Jackson was awarded the French Grand Prix du Disque in 1949 and toured extensively in Europe beginning in 1952; in France, she was known as “The Angel of Peace.” Subsequent tours brought her to Africa, Japan, and India. At one memorable concert in Israel, she sang to an audience composed of Jews, Muslims, and Christians in her universal language of faith and hope. In the U.S., she began appearing more often in concert halls than churches, including four performances at Carnegie Hall. Beginning in 1954, she recorded for Columbia Records using orchestras and other non-traditional arrangements for such songs as “Joshua Fought the Battle of Jericho,” “Down by the Riverside,” “He’s Got the Whole World in His Hands,” and the New Orleans classic “When the Saints Go Marching In.” She also performed with popular artists, and in Duke Ellington’s “Black, Brown, and Beige” suite. Also in 1952, CBS engaged Jackson to host a weekly Sunday evening radio show, making her the first to reach a national audience with Gospel music and her incomparably expressive contralto voice. A 1956 television debut on the Ed Sullivan Show cemented her broad popularity and mainstream appeal, crowned by a triumphant performance at the Newport Jazz Festival in 1958.
Sang for Presidents
The turbulent 1960s brought Jackson into the civil rights arena. She developed a close association with The Reverend Martin Luther King, Jr. At his urging, she participated in the Montgomery Bus Boycott. At 1963’s March on Washington, she sang the slave spiritual “I Been ‘Buked and I Been Scorned” before a crowd of 200,000 at the Lincoln Memorial as the prelude to King’s famous “I Have a Dream Speech.” She remained a staunch supporter of King’s Southern Christian Leadership Conference. Her fame brought her into contact with royalty, foreign heads of state, and U.S. presidents. She sang at President John F. Kennedy’s inauguration in 1961 and was acquainted with Presidents Truman, Eisenhower, and Johnson. She received the Silver Dove Award for “work of quality doing the most good for international understanding.” She was also active in efforts to improve education for African Americans, and continued her entrepreneurial bent with a chain of soul food restaurants. She published her autobiography, Movin’ On Up, in 1966. In keeping with King’s final request, Jackson sang “Take My Hand, Precious Lord” at his funeral.
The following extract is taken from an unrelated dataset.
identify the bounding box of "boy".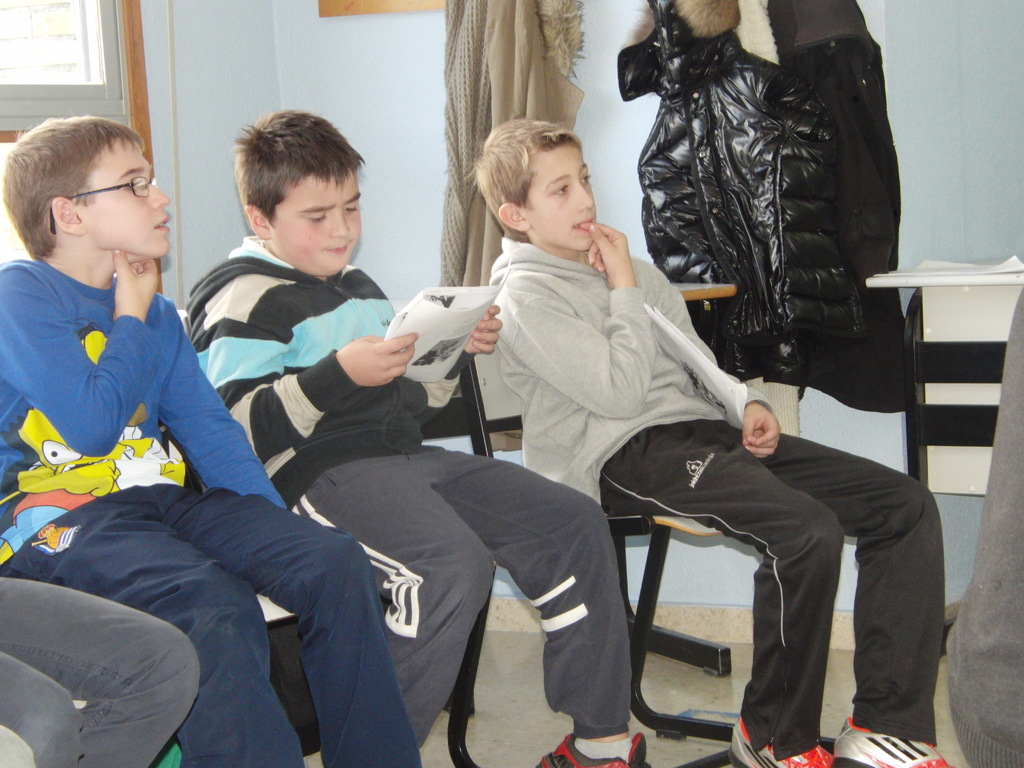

Compounding the multiple tragedies of 1968, Jackson’s second marriage ended in an unpleasant and very public divorce, leading to health problems. Then, after some years out of the limelight and despite doctors’ orders to reduce her work burden, Jackson resumed touring and concertizing, with a farewell tour in Germany in 1971 at which she collapsed on stage. She died in Chicago on January 27, 1972. Her funeral was attended by over 6,000 admirers. In a moving show of artistic and spiritual legacy, Aretha Franklin sang “Take My Hand, Precious Lord.” Jackson was posthumously inducted into the Gospel Music Association’s Gospel Music Hall of Fame in 1978. She is a Rock and Roll Hall of Fame “Early Influence” inductee, where her “Move On Up a Little Higher” is one of “500 Songs that Shaped Rock and Roll.”